Cole returns to the Barbara B. Mann Performing Arts Hall for one performance, Friday, Oct. 19 at 8 p.m.
Now with "Leavin'", which Cole collaborated on closely with famed R&B producer Dallas Austin (TLC, Boyz II Men, Madonna, Janet Jackson, etc.), the eight-time Grammy Award winning, chart-topping vocalist has managed to make a decidedly eclectic collection of cover songs her own. The outstanding tracks include a vivid update of the 1972 Aretha Franklin classic "Day Dreaming" to more surprising covers from a wide range of contemporary artists including imaginative interpretations of songs by Fiona Apple ("Criminal"), Shelby Lynne ("Leavin'"), as well as surprising takes on Neil Young's classic "Old Man," and the Isley Brothers' sexy bedroom jam "Don't Say Goodnight (It's Time For Love)."
"Leavin'" does not represent the second coming of Natalie Cole, more like the third or fourth coming, actually. Cole, the daughter of the late great Nat "King" Cole, first made her own name with a series of albums for Capitol Records in the Seventies and early Eighties that found her working with the writing and producing team of Marvin Yancy and Chuck Jackson. Albums like "Inseparable," "Natalie," "Thankful" and "Unpredictable" included an impressive stream of hit songs, including no less than five number 1 hits on the Black Singles chart: "This Will Be (An Everlasting Love)," "Inseparable," "Sophisticated Lady (She's A Different Lady)," "I've Got Love On My Mind" and "Our Love." In 1975, Cole won the Grammy for Best New Artist as well as the award for Best Female R&B Vocal Performance. The next year she won Best Female R&B Vocal Performance for "Sophisticated Lady (She's A Different Lady)." During the remainder of the Eighties after leaving Capitol, she worked with a number of different labels and producers, and continued to record more hits like "Miss You Like Crazy" and a smash cover of Bruce Springsteen's "Pink Cadillac" that effectively reinvented a retro rocker into a major dance smash.
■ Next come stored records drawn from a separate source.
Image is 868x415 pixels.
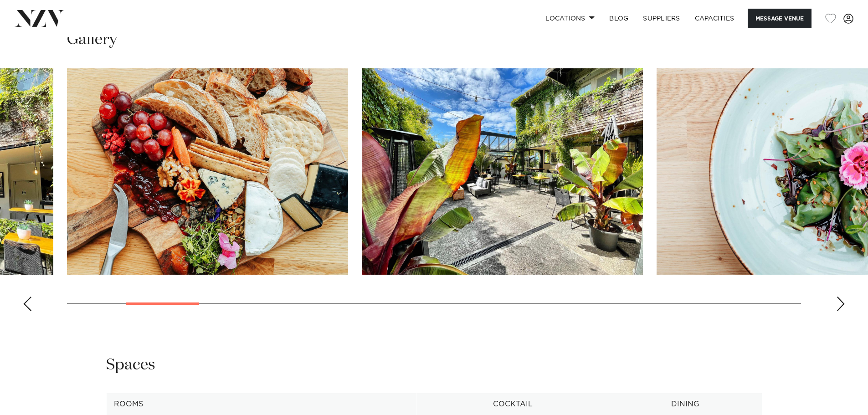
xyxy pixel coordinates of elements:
a: BLOG [602,8,636,29]
img: nzv-logo.png [14,10,64,26]
h2: Spaces [106,355,156,375]
swiper-slide: 4 / 25 [362,68,643,274]
a: Capacities [688,8,742,29]
swiper-slide: 3 / 25 [67,68,349,274]
a: Locations [538,8,602,29]
button: Message Venue [748,8,812,29]
a: SUPPLIERS [636,8,687,29]
h2: Gallery [67,29,117,51]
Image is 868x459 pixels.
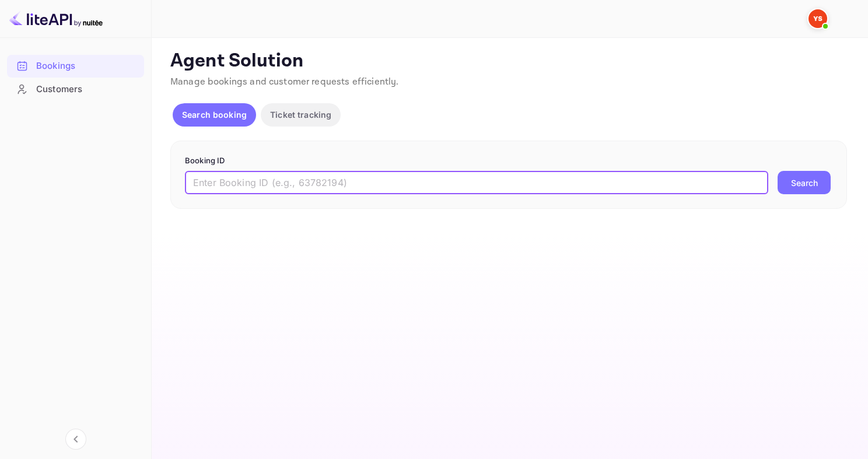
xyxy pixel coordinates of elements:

Her career again took a major turn with the release of "Unforgettable: With Love," an album that rightly went to the top of the Billboard Album charts and won the Grammy Awards for Album Of The Year and Best Traditional Pop Vocal Performance, while the song "Unforgettable," which used groundbreaking technology to allow her to duet with her late father's voice, received the Grammy for Record Of The Year.
Following this wildly popular and influential release, Cole's career took a jazzier turn, and her recordings won further Grammy accolades during the Nineties, including Best Jazz Vocal for "Take A Look" in 1993 and Best Pop Collaboration with Vocals for "When I Fall In Love" in 1996. Now once again with "Leavin'", she has taken a creative leap forward only this time in a direction that is both familiar and fresh.